Guide
Lean hog prices explained
A 280-pound market hog yields roughly 210 pounds of carcass weight and eventually becomes bacon, pork chops, and sausage on retail shelves. Unlike cattle, which need years to expand a breeding herd, hogs reproduce quickly — a sow can farrow two litters per year, and piglets reach slaughter weight in about six months. That biological speed makes lean hog prices one of the most volatile livestock markets: oversupply can appear within two quarters, and shortages can vanish just as fast when producers retain gilts for breeding. Headline futures trade on the CME Lean Hog contract (ticker HE) in cents per pound for 40,000 pounds of carcass-weight pork. This guide explains how hogs are priced, the farrow-to-finish pipeline, the USDA Quarterly Hogs and Pigs report, pork cutout and packer margins, feed-cost linkages to corn and soybean meal, export demand, seasonal patterns, exposure vehicles, a Harbor Ag livestock monitor worked example, an indicator decision table, common pitfalls, and a practitioner checklist alongside our commodities investing guide.

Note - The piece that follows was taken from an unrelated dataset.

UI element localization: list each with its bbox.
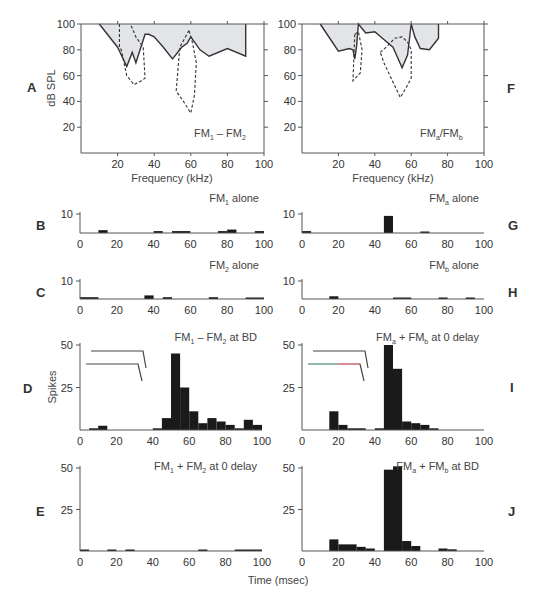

How lean hog prices are quoted
U.S. hog price discovery centers on CME Group’s Lean Hog futures (HE). The contract settles against the CME Lean Hog Index, a two-day weighted average of USDA-reported negotiated and formula slaughter hog prices in the Midwest and Iowa–Minnesota regions.
Contract specifications
- Contract size — 40,000 pounds of lean hog carcass (not live weight). A print of 85.00 means 85 cents per pound, or $34,000 notional per contract.
- Delivery months — February, April, May, June, July, August, October, and December. Cash-settled against the index; no physical delivery to retail investors.
- Tick size — $0.00025 per pound ($10 per contract). Daily limits apply during extreme moves.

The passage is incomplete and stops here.